Gabbard fires 2 top intelligence officials and will shift office that preps Trump’s daily brief

- “The director is working alongside President Trump to end the weaponization and politicization of the intelligence community”: Gabbard’s office
WASHINGTON: Director of National Intelligence Tulsi Gabbard fired two veteran intelligence officials because they oppose President Donald Trump, her office said, coming a week after the release of a declassified memo written by their agency that contradicted statements the Trump administration has used to justify deporting Venezuelan immigrants.
Mike Collins was serving as acting chair of the National Intelligence Council before he was dismissed alongside his deputy, Maria Langan-Riekhof. They each had more than 25 years of intelligence experience. The two were fired because of their opposition to Trump, Gabbard’s office said in an email, without offering examples.
“The director is working alongside President Trump to end the weaponization and politicization of the intelligence community,” the office said.
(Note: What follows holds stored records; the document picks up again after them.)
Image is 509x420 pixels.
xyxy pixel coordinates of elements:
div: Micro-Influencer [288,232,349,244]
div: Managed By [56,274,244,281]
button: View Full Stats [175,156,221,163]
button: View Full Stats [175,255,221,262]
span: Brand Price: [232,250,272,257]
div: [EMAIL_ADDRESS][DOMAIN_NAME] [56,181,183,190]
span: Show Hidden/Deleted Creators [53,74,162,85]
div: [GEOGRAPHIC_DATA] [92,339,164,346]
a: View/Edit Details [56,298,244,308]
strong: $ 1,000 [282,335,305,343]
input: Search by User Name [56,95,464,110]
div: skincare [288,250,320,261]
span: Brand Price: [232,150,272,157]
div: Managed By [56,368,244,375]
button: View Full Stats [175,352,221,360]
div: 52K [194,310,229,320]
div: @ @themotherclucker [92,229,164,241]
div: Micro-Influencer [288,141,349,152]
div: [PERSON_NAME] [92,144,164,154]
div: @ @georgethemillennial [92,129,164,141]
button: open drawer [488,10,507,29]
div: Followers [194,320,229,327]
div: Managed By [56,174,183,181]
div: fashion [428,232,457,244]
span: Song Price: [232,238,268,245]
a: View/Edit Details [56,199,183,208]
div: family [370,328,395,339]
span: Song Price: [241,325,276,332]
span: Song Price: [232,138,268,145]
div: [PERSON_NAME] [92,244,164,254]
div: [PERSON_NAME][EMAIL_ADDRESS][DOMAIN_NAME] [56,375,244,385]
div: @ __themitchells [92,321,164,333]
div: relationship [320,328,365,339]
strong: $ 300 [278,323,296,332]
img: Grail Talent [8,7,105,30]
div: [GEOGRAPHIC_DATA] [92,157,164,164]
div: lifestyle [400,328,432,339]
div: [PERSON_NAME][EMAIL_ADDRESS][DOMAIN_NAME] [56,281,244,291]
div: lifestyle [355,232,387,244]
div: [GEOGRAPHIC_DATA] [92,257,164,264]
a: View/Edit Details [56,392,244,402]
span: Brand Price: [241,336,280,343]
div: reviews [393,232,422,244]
The firings, which were first reported by Fox News Digital, follow the release of a declassified memo from the National Intelligence Council that found no coordination between Venezuela’s government and the Tren de Aragua gang. The Trump administration had given that as reasoning for invoking the Alien Enemies Act and deporting Venezuelan immigrants. The intelligence assessment was released in response to an open records request.
While it’s not uncommon for new administrations to replace senior officials with their own picks, the firings of two respected intelligence officials who had served presidents of both parties prompted concern from Democrats. US Rep. Jim Himes of Connecticut, the senior Democrat on the House Intelligence Committee, said he’s seen no details to explain the dismissals.
“Absent evidence to justify the firings, the workforce can only conclude that their jobs are contingent on producing analysis that is aligned with the President’s political agenda, rather than truthful and apolitical,” Himes said in a statement.
Though it’s not widely known to the public, the National Intelligence Council plays a key role in the nation’s spy services, helping combine intelligence gathered from different agencies into comprehensive assessments used by the White House and senior national security officials.
Collins was considered one of the intelligence service’s top authorities on East Asia. Langan-Riekhof has served as a senior analyst and director of the CIA’s Strategic Insight Department and is an expert on the Middle East.
Attempts to reach both were unsuccessful Wednesday. The CIA declined to comment publicly, citing personnel matters.
Gabbard also is consolidating some of the intelligence community’s key operations, moving some offices now located at the CIA to ODNI buildings, her office said. They include the National Intelligence Council as well as the staff who prepare the President’s Daily Brief, the report to the president that contains the most important intelligence and national security information.
The move will give Gabbard more direct control over the brief. While the brief is already ODNI’s responsibility, the CIA has long played a significant role in its preparation, providing physical infrastructure and staffing that will have to be moved to ODNI or re-created.
Gabbard oversees and coordinates the work of 18 federal intelligence agencies. She has worked to reshape the intelligence community — eliminating diversity, equity and inclusion programs under Trump’s orders and creating a task force to examine ways to cut costs and consider whether to declassify material relating to COVID-19 and other topics.
Gabbard also has vowed to investigate intelligence leaks and end what she said was the misuse of intelligence for political aims.